Nova Scotia

Rural Reckoning: Find value in our place and our people

The executive director of the Rural and Coastal Communities Network reflects on possible solutions to Nova Scotia's demographic challenges.

Rural folks don't need to start turning lemonade into lemons just yet, says Mark Austin

Mark Austin thinks there's too much focus on austerity. (Submitted by Mark Austin)

Thar's a reckoning wreckin' rural Nova Scotia, I reckon. Depletion of population and livelihoods can do us in, but not nearly as efficiently as will a narrative of inevitable decline.

Failure of regenerative imagination in the guise of austerity, scarcity's faithful sidekick, has some folks clamouring to turn lemonade back into lemons.

Instead, let's take stock of the value we have in place, revitalize and conserve what can serve us, innovate and create with all the vigour we can muster, and only then reconcile surplus capacity. 

I know it's hard to read while you're rolling your eyes, but I use the buzzword innovation simply to mean doing things differently for better results. It's not always about novelty. In fact, in realms such as how we source our food better implores that we embrace more of what used to be the norm: local production and consumption of real foods.  

What it is about is creating positive change, rather than resigning to reactionary retrenchment.

In the forward to Now or Never: An Urgent Call to Action for Nova Scotians, Ray Ivany and his band of distinguished commissioners implore our province "to undertake a projet national, a concerted collective effort, to transform ourselves into a more unified, progressive, creative, and change-oriented society."

It's amazing how many schemes have been dipped in Ivany for legitimacy while skipping over this foundational imperative. More of the same — simply doing more or doing less of the same old same old — won't create our new economy.

So what will? Let's rehabilitate the phrase "wealth creation." 

We — all of Nova Scotia, including cities, towns and rural regions — need to work hard at finding things that work for us, that fit in place while creating it.

Along the way, there will be some regions and sectors that contract, but our starting point has to be building from assets rather than choking off existing infrastructure.

The alternative to austerity isn't wastefulness; it's resourcefulness. Rural Nova Scotia has that in abundance.   

Mark Austin is the executive director of the Rural and Coastal Communities Network. He also worked with the Nova Scotia Commission on Building our New Economy. He lives in Old Barns, Colchester County.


Every entry below should be reproduced exactly, with all pictures left out.

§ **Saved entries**
-- Opening Marker --
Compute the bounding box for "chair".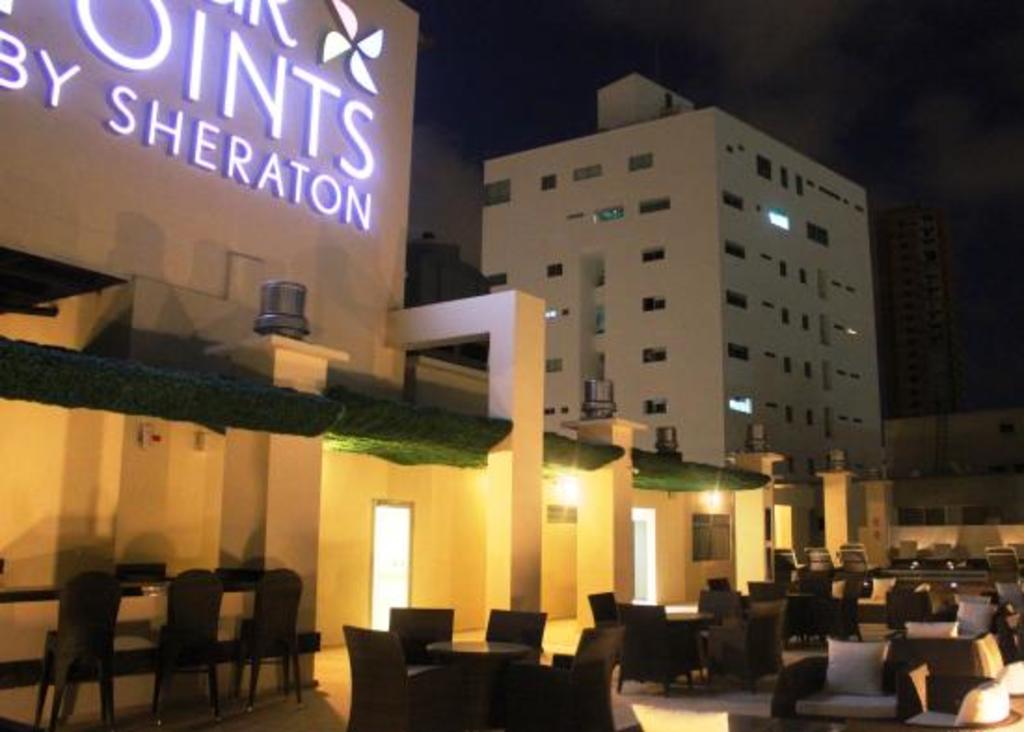
l=385, t=611, r=462, b=663.
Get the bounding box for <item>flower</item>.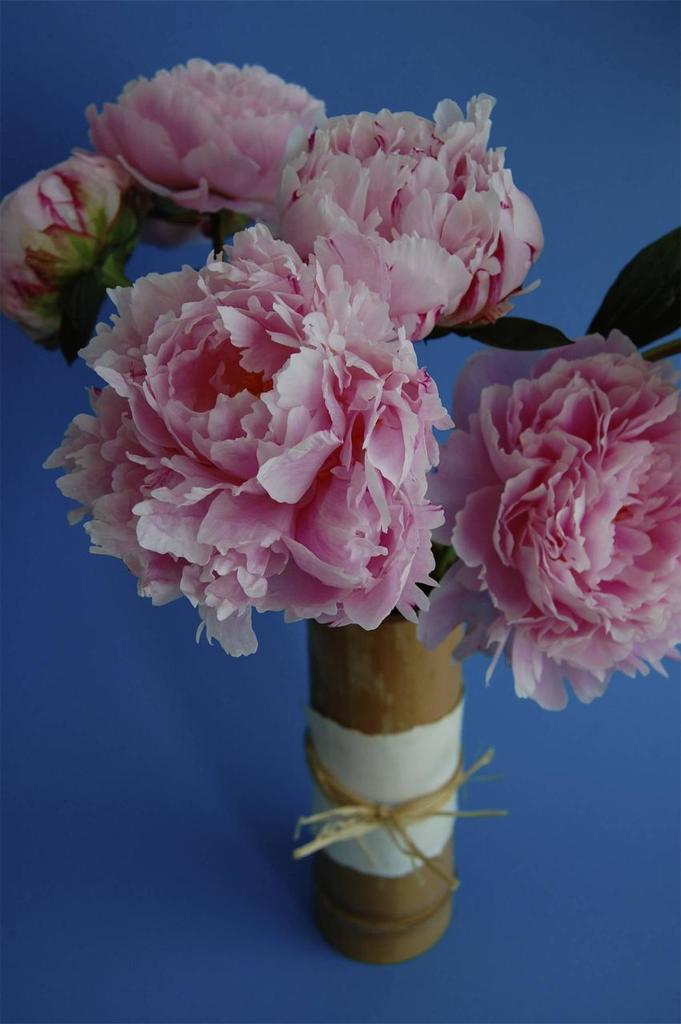
box=[442, 318, 667, 730].
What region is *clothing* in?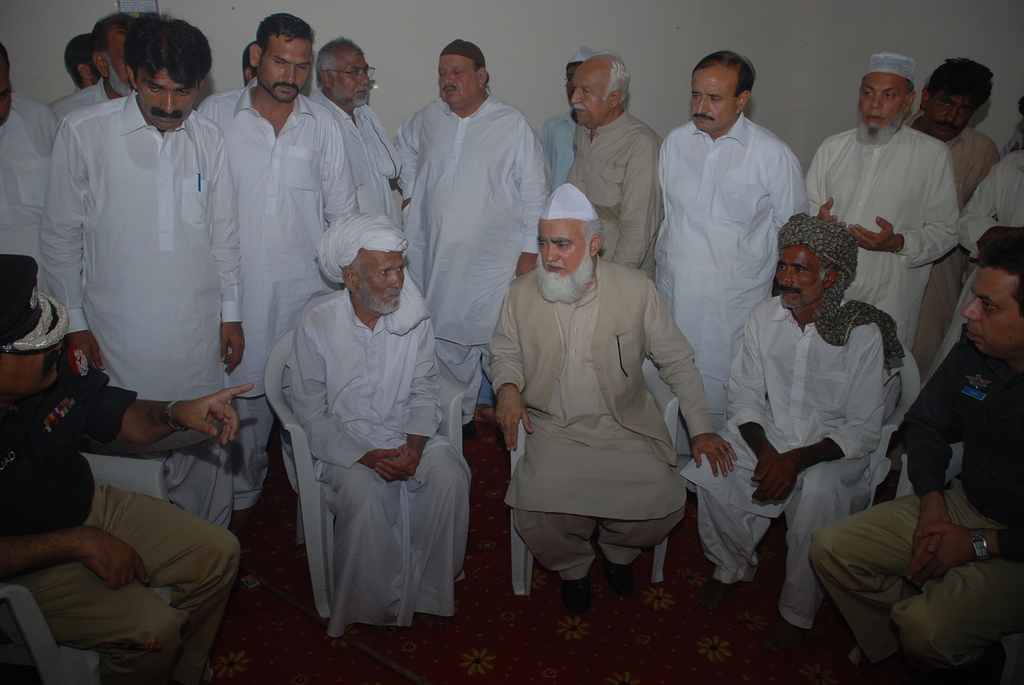
[539,112,574,193].
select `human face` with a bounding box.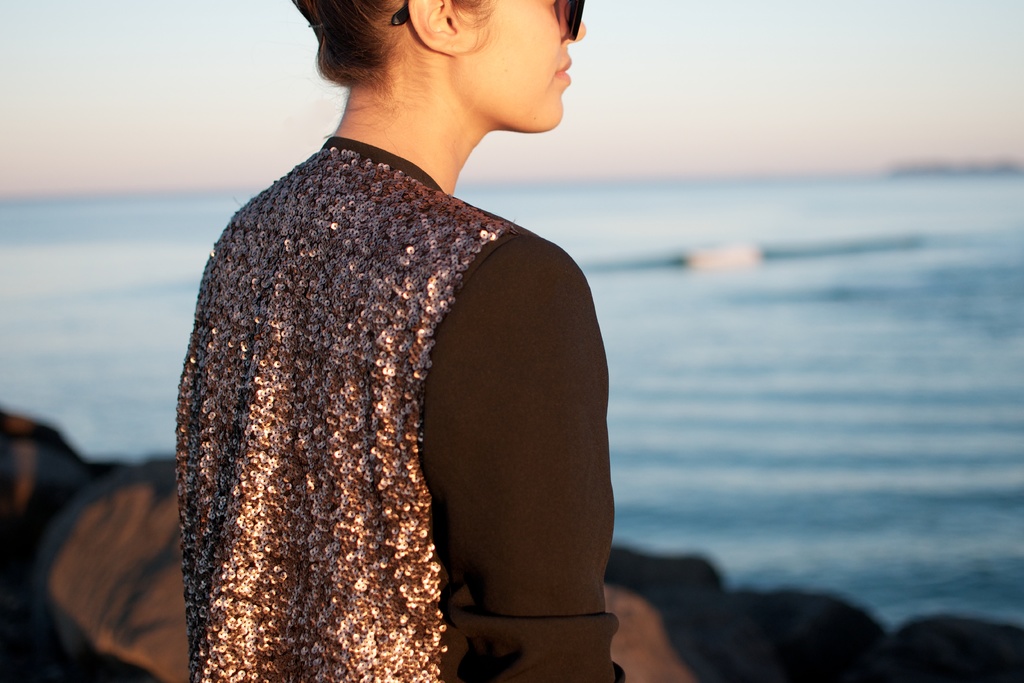
x1=452 y1=0 x2=586 y2=133.
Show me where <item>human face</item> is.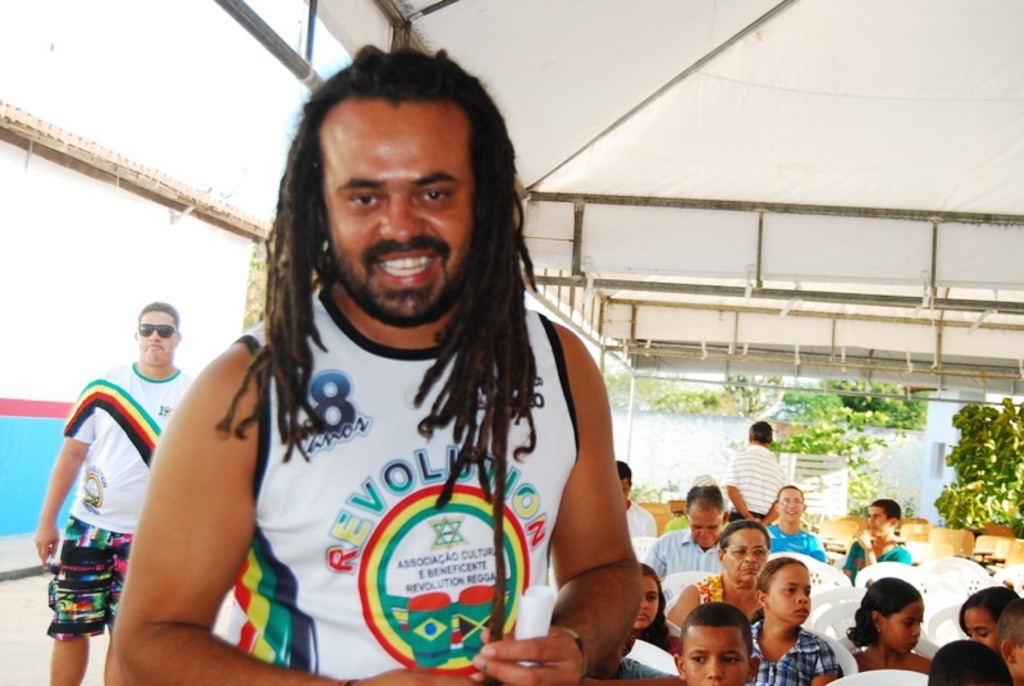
-- Closing Marker --
§ **RESPONSE BELOW**
Compute the bounding box for "chair".
l=385, t=611, r=462, b=663.
Get the bounding box for <item>flower</item>.
box=[442, 318, 667, 730].
What region is *clothing* in?
[539,112,574,193].
select `human face` with a bounding box.
x1=452 y1=0 x2=586 y2=133.
Show me where <item>human face</item> is.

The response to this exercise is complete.